An executive said Venezuela needs to seek a stronger integration among its state-owned companies operating in the iron and steel segments, as a way to strengthen these sectors in the Venezuelan domestic market.
Jesus Mata, president at Corporación Siderúrgica de Venezuela (CSV), a holding company that includes other government-owned producers, said such a pursuit will be present in all development plans conducted by CSV.
At the symposium that discussed the perspectives for the country’s iron and steel segments, the executive said Venezuela’s technical, human and financial capacity to consolidate new industrial projects is substantial, along with new mining ventures to supply the nation’s current and future domestic needs.
Mata suggested local iron ore producers should rethink the way they operate.
“We can’t think anymore in isolated plants operating by their own. The new Venezuelan iron and steel model will point out to a total integration, which covers the mining [operations] until the manufacturing of ferrous products for final use,” he said.
CSV’s companies include iron ore producer Ferrominera Orinoco, steel producer Sidor, HBI producers Briquetera del Orinoco and Briquetera del Caroni.
Mata said such integration could empower Venezuela’s steel production, as local producer Sidor, currently operates at nearly a fourth of its installed capacity.
The executive also mentioned the country’s need of reducing immediately and considerably the costs of reduction, while facilitating a commercial and a technological integration with the private transforming sector.
Venezuela has tried to stimulate in-company trade, and has opposed imports of several products, such as refractories from Brazil.
Recently, Venezuela’s state-run steelmaker Sidor, which is part of CSV, has signed a deal with HBI producer Comsigua for the supply of iron ore pellets. Sidor is expected to provide Comsigua 180,000/mt of iron ore pellets, which will be used by Comsigua to produce 132,000/mt of HBI. According to the government, the deal is expected to help Comsigua to reactive its HBI production lines. By doing so, the company will now be able export the product overseas while also supplying the material domestically.
At the same time it seeks for more in-company deals, Venezuela is also struggling to produce refractory materials to meet the demand of its domestic steel industry. Venezuela has been importing the product from Brazil in order to keep up the operations of state-run steel producer Sidor as well as the output of other segments, such as cement and aluminum, which also use the product.
Recently, in a meeting with several of the state-owned companies that comprise the Corporación Siderúrgica de Venezuela (CSV), leaders of refractories producer CVG Refractarios, along with steel producer Sidor and HBI producer Orinoco, discussed the country’s capacity to produce refractories to meet its domestic demand in a number of sectors, including the steel segment.
Since October 2014, CVG Refractarios hasn’t received enough feedstock to produce the product, according to recent media reports. CSV’s president, Jesús Zambrano Mata, said earlier this year a commission was working to substitute the imports, so the country could produce it domestically.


TASK INSTRUCTIONS:
Your answer should be one number: how many lines of the data include the string "function"?

GIVEN RECORDS:
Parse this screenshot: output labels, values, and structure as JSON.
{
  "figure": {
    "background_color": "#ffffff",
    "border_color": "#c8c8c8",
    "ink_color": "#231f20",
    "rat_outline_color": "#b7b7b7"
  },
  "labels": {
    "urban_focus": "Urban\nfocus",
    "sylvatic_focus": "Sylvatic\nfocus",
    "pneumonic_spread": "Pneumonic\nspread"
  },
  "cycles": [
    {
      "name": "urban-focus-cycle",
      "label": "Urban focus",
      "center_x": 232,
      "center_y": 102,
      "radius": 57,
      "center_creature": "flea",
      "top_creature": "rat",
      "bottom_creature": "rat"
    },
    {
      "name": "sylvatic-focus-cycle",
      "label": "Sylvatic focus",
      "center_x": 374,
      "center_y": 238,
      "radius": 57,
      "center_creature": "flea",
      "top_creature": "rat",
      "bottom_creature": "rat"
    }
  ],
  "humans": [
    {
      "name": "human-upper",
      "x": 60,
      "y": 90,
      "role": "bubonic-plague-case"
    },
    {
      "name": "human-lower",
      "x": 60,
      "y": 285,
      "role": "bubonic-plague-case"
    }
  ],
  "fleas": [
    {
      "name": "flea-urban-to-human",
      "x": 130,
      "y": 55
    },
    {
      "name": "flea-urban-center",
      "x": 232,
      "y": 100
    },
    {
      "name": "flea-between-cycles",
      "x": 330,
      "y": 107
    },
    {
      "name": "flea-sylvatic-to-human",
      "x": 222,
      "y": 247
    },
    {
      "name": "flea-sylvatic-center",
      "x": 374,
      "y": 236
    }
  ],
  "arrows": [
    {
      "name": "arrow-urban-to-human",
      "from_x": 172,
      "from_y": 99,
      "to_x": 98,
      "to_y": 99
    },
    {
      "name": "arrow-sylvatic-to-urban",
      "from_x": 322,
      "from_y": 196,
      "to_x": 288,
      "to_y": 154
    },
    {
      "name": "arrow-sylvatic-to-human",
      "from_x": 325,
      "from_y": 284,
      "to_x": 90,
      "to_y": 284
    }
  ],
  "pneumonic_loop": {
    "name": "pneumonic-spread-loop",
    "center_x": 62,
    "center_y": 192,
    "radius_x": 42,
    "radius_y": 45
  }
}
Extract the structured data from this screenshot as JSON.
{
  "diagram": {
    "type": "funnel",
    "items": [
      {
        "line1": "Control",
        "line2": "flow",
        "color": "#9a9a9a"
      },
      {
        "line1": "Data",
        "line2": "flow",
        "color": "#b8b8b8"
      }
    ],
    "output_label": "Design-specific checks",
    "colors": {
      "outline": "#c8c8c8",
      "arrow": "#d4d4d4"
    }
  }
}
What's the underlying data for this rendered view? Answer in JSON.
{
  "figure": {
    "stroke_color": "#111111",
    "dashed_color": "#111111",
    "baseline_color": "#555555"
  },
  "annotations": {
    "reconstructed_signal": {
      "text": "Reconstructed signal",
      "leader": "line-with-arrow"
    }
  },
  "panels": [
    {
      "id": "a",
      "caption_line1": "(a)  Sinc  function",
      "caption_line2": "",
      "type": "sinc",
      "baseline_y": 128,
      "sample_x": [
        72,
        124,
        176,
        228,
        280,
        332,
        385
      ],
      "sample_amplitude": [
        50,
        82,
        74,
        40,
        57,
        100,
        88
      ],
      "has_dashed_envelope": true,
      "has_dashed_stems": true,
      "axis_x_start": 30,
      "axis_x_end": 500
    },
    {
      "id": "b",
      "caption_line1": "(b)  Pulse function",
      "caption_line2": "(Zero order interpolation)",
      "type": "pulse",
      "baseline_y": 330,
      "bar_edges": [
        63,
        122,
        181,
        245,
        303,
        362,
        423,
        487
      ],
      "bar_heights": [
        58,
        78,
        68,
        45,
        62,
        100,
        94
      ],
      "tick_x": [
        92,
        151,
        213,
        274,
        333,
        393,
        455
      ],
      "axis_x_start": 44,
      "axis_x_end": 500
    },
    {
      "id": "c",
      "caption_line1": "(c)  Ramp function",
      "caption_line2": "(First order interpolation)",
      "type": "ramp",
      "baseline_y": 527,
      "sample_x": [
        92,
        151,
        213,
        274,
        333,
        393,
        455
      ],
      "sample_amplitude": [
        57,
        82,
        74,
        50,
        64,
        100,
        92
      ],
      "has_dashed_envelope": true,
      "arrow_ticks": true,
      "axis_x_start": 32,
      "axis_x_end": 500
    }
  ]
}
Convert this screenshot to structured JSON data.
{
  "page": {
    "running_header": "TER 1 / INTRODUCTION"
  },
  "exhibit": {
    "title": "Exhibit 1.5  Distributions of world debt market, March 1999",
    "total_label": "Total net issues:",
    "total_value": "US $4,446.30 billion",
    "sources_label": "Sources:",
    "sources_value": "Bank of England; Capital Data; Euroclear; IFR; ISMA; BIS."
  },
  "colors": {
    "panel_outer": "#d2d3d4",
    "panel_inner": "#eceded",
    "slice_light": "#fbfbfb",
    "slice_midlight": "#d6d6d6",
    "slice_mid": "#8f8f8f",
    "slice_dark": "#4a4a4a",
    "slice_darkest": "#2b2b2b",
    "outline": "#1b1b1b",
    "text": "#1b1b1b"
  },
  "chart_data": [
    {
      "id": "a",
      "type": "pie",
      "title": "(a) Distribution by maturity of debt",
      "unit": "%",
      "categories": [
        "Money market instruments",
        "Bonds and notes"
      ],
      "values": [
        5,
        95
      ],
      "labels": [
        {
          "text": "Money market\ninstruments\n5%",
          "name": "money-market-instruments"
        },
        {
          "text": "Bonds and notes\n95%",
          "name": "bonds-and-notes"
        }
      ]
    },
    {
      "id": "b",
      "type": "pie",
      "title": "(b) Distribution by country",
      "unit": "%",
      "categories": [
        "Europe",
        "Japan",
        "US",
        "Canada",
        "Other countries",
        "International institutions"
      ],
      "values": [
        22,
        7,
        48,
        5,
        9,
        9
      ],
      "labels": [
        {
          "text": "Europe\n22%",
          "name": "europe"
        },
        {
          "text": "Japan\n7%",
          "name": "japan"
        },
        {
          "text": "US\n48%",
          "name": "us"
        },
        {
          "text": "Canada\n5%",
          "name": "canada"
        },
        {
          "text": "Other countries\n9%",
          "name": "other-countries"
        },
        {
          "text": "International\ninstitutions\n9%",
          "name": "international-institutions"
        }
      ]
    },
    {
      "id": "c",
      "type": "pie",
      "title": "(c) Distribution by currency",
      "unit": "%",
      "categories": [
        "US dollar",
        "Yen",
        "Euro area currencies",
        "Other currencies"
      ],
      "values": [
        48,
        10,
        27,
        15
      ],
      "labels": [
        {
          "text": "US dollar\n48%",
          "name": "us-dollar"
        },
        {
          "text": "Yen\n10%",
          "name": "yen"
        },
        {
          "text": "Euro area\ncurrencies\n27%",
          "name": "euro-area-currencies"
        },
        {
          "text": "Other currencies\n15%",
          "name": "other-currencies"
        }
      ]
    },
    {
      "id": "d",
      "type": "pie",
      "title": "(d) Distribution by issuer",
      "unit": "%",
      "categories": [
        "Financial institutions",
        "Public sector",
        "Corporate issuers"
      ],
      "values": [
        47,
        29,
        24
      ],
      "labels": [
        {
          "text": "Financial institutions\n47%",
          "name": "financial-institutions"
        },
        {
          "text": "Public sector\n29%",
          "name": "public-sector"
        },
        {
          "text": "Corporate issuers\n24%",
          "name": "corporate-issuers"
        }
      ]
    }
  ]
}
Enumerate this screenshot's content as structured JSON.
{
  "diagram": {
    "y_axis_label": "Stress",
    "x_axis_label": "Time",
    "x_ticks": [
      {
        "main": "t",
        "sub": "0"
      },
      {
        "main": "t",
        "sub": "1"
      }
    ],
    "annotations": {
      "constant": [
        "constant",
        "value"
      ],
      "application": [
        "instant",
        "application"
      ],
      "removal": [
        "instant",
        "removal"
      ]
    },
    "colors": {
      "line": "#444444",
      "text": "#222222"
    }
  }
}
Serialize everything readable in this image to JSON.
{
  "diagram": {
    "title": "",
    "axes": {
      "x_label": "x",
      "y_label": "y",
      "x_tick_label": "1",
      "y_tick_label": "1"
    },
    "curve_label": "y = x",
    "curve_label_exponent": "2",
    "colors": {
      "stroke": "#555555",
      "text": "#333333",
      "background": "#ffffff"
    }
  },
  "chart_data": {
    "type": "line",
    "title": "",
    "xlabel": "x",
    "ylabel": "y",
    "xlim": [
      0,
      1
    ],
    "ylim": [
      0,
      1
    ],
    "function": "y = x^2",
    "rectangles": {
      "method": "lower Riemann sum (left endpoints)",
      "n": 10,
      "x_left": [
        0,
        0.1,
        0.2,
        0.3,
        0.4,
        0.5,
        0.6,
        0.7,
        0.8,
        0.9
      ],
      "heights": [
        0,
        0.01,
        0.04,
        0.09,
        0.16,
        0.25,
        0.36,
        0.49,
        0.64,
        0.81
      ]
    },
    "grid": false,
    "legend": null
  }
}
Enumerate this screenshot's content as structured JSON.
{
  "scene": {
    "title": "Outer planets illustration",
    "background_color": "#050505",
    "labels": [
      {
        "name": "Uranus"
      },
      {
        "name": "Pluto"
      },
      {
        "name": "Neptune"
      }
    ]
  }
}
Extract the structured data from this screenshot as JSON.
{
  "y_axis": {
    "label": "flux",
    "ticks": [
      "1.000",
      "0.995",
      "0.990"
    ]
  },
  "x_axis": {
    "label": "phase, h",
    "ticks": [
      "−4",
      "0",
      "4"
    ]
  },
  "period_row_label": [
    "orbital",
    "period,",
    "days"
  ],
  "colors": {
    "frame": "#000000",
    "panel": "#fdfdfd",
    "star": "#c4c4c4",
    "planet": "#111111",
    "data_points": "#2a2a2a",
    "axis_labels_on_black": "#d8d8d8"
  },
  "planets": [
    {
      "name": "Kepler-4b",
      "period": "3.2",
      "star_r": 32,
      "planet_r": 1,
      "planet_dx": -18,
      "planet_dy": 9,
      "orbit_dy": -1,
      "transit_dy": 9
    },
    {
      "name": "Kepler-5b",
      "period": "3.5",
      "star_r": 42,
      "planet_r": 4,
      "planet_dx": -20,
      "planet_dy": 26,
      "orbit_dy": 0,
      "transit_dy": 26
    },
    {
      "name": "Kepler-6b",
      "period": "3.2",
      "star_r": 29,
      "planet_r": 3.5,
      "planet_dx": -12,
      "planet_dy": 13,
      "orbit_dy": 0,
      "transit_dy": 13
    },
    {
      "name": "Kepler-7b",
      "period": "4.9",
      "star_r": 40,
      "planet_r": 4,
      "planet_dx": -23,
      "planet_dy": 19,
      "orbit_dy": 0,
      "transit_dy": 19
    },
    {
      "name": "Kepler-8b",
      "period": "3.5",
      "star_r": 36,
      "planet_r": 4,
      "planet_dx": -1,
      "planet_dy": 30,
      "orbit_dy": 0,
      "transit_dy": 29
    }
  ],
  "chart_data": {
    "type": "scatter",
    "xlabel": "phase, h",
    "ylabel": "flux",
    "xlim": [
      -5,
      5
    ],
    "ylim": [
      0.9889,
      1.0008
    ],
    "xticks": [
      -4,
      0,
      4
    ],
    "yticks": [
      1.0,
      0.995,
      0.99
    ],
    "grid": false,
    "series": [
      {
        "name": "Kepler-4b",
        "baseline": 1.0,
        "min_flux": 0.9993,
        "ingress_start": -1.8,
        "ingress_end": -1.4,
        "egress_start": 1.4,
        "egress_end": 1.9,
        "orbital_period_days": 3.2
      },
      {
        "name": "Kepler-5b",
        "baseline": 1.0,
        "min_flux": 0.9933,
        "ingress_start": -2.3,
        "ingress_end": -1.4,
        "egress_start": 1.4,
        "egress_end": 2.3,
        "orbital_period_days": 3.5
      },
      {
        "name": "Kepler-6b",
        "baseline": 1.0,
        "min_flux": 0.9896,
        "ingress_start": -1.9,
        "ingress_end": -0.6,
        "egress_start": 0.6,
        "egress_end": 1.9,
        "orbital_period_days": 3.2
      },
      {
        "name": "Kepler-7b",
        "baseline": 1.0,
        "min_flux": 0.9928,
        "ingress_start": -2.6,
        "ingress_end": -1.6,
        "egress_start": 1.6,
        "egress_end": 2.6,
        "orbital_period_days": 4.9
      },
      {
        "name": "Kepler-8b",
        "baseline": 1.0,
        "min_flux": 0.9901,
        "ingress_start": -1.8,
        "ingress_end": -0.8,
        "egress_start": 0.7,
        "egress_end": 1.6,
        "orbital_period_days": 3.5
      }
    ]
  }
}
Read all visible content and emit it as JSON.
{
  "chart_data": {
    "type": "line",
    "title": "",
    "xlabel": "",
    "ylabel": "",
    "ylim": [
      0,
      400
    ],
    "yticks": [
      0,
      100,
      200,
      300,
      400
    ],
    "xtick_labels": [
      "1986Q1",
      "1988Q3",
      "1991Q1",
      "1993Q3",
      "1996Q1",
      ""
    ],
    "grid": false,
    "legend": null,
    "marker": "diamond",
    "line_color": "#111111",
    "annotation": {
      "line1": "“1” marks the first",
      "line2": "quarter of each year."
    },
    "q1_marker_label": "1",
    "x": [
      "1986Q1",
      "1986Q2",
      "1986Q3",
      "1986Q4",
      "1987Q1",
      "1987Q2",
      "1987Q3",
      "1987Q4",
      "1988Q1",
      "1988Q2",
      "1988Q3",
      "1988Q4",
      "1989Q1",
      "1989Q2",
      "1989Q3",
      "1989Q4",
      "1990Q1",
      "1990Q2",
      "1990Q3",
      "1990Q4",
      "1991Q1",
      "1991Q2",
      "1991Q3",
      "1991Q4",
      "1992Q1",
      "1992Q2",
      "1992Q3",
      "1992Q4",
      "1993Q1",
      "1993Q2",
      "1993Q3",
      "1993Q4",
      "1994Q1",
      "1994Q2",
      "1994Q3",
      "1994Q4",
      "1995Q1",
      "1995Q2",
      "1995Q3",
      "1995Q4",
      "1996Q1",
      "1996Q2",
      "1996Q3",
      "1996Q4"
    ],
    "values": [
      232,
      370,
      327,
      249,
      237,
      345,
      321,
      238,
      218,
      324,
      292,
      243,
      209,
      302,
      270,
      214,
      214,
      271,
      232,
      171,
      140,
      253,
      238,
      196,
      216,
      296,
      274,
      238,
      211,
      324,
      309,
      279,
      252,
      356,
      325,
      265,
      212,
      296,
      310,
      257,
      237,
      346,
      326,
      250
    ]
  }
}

ANSWER FOR THE TASK:
4